Buyer's GuidesMonitor Arms AccessoriesPro Tips
Pro Tips — Monitor Arms Accessories

Monitor Arms Accessories — 10 Pro Tips

Practical tips from our furniture specialists — what buyers miss, what specs actually matter, and how to avoid the most common ordering mistakes.

1
Always confirm VESA pattern and monitor weight before ordering any arm
The most common monitor arm return is caused by incompatibility — the arm doesn't fit the monitor. Check the back of the monitor for the 75×75mm or 100×100mm hole pattern and weigh or look up the monitor's specs. The arm's capacity must equal or exceed the monitor's weight.
2
Gas-spring arms are the only correct choice for sit-stand desks
When a desk moves between sitting and standing height, the optimal screen position changes. A gas-spring arm lets the user reposition the monitor with one finger. Mechanical or fixed arms require tools to adjust — making them impractical for daily sit-stand transitions.
3
Specify grommet mounts for permanent installations, clamp mounts for flexible setups
Grommet mounts are more stable and create a cleaner look, but require a pre-drilled hole. Clamp mounts install in minutes with no desk modification. Match the mount type to the permanence of the installation — not just convenience.
4
Cable management must be planned before the furniture arrives, not after
Routing cables after desks are installed means crawling under surfaces and compromising the result. Specify grommets, cable trays, and coil sleeves at order time. Identify where power outlets are and plan the cable path from monitor to power source before anything ships.
5
Negative tilt on keyboard trays is the ergonomic standard — insist on it
Negative tilt means the back edge of the keyboard is lower than the front, matching the natural slope of the forearm. Positive tilt (keyboard angled up) forces wrist extension, which is the primary biomechanical risk factor for carpal tunnel. Specify trays with -15° to +15° tilt range.
6
Task lights should be 3500K–4000K for general office — not daylight white
Daylight white (5000K–6500K) promotes alertness but can be fatiguing over long periods. The 3500K–4000K neutral white range is the most comfortable for sustained knowledge work. Reserve 5000K options for specialized high-acuity tasks like technical drawing or proof-reading.
7
Monitor-mount task lights eliminate desk footprint entirely
In benching environments where surface depth is 24"–27", every inch of desk space matters. A task light that clamps to the monitor or monitor arm post delivers light exactly where needed without consuming any surface area. Always specify monitor-mount over freestanding in benching layouts.
8
Privacy screens provide acoustic value only when fabric-wrapped — acrylic and glass do not absorb sound
Acrylic and glass screens create visual separation but have near-zero acoustic benefit. Fabric-wrapped screens with a rigid core achieve NRC ratings of 0.20–0.55, providing measurable local sound absorption between adjacent stations. Material choice determines whether screens address noise or just sightlines.
9
Size cable coil sleeves for the full travel range of sit-stand desks plus a buffer
Calculate minimum sleeve length as maximum desk height minus minimum desk height plus 6 inches. A 48" max height desk with 22" min height needs a 32" sleeve minimum. Cutting the sleeve too short is the most common sit-stand cable management error — it causes binding and cable damage.
10
Specify accessories at the workstation level — every station needs a complete set
A floor of 80 workstations needs 80 monitor arms, 80 task lights, 80 privacy screens, and 80 cable kits. Under-accessorizing forces users to improvise — stacking books under monitors, using cardboard as risers — which undermines the quality and ergonomic performance of the entire installation.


* [WHAT IS EXPECTED]
How many lines below contain the word "countries"? Reply solely with the number.

Records from a data collection:
----------
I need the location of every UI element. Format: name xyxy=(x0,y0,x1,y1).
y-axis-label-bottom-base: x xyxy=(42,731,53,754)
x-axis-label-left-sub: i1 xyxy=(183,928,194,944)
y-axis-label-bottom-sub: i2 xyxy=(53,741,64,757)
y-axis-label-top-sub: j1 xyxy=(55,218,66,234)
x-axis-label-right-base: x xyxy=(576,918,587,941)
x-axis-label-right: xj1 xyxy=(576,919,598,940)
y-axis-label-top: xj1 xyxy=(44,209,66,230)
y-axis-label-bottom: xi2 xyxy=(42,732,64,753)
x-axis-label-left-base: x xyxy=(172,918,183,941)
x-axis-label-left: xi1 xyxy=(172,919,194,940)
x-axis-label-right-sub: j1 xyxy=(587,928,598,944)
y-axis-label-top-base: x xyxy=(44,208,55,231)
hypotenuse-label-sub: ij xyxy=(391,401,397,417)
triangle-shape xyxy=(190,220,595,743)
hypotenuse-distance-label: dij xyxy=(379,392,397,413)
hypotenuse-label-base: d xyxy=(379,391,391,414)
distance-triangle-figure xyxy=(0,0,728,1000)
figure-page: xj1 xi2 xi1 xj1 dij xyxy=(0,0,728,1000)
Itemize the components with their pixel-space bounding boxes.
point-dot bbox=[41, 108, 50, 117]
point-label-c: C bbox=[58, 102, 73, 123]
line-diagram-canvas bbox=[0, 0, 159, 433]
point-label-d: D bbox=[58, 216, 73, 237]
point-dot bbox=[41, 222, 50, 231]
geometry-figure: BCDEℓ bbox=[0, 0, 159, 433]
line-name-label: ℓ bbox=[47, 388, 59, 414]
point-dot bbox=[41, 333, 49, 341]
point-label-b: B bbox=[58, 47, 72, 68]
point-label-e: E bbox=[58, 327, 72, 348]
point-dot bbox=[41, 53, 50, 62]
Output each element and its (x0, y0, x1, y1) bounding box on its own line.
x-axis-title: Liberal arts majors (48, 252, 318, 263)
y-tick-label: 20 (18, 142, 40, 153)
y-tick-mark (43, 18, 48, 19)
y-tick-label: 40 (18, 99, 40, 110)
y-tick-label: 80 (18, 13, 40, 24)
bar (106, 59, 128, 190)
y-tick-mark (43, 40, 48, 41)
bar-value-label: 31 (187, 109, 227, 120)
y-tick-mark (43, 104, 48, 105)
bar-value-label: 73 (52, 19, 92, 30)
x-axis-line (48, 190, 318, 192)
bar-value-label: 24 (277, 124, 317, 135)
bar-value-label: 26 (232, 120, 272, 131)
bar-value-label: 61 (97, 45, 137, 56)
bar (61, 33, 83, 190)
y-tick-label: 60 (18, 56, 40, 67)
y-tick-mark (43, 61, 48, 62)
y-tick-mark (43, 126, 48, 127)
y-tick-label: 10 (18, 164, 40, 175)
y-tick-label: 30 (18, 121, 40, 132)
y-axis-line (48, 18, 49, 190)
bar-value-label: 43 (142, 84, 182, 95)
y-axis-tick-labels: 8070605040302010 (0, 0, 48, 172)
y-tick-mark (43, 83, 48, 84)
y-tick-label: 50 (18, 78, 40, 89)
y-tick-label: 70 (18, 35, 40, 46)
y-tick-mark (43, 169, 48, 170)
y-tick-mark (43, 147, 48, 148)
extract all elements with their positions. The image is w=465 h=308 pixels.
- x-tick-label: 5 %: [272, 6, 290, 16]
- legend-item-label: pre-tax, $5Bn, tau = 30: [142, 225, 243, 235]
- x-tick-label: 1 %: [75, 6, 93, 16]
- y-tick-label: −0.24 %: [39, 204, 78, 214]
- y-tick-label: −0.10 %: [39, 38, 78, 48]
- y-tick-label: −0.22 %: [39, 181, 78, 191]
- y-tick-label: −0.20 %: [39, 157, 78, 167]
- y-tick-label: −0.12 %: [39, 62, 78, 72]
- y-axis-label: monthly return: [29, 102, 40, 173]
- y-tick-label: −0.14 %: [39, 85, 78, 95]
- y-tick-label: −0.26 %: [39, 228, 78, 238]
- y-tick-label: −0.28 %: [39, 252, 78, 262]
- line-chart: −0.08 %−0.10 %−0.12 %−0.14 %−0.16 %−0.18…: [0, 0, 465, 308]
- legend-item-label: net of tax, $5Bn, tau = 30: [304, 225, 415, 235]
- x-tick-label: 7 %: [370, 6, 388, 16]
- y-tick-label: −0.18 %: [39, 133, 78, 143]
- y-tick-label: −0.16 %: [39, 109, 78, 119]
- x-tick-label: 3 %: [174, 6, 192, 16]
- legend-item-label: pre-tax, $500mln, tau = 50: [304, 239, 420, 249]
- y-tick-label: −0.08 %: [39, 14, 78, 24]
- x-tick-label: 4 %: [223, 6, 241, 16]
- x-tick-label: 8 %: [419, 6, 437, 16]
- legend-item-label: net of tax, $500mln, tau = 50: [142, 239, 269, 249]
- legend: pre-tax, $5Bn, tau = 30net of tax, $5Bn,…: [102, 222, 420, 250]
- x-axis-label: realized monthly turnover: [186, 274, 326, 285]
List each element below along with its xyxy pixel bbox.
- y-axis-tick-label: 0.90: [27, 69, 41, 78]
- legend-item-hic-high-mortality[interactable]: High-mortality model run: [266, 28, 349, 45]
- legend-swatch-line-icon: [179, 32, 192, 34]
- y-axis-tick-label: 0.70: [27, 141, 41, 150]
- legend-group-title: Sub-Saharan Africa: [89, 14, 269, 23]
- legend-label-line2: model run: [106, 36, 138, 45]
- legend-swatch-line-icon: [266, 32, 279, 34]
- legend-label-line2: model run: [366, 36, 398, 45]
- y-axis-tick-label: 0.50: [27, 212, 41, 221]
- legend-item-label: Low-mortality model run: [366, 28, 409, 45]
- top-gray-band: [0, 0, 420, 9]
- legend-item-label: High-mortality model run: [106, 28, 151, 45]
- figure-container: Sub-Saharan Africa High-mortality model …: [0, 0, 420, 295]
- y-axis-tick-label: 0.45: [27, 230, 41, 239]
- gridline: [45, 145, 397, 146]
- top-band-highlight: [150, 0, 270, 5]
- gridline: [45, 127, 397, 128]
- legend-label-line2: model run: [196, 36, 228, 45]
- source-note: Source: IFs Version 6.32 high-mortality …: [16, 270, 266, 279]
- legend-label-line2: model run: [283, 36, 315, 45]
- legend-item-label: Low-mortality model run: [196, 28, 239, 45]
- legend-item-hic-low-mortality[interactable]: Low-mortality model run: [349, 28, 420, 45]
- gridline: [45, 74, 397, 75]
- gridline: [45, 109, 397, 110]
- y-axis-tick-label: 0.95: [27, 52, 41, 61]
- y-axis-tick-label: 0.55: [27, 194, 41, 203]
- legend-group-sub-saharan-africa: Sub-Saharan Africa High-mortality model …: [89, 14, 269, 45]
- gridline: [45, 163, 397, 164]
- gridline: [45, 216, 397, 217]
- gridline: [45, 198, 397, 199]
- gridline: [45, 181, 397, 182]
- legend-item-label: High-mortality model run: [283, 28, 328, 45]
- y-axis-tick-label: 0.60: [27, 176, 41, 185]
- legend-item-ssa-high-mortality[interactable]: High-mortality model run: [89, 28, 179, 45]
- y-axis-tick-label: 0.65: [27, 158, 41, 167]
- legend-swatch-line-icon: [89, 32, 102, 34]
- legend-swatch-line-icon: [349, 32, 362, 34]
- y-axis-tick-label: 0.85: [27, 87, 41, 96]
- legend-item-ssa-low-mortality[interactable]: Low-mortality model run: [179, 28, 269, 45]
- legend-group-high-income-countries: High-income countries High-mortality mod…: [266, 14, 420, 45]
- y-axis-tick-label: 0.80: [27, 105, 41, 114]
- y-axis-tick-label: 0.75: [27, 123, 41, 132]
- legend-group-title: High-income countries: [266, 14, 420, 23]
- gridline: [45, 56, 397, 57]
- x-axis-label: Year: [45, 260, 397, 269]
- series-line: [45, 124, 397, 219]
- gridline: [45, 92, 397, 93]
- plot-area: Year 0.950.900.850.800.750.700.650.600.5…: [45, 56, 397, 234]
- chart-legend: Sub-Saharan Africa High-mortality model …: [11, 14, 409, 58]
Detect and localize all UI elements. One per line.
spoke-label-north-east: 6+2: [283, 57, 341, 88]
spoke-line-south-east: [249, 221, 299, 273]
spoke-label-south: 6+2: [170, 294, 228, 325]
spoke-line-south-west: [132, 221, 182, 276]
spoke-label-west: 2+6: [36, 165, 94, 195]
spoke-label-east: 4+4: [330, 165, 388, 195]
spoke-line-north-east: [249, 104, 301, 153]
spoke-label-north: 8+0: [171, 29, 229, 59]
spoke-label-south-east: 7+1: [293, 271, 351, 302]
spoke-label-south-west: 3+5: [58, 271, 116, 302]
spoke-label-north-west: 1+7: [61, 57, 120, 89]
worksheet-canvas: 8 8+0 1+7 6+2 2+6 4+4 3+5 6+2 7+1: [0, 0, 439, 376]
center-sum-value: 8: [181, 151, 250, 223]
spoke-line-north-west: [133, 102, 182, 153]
----------
* [RESPONSE AREA]
2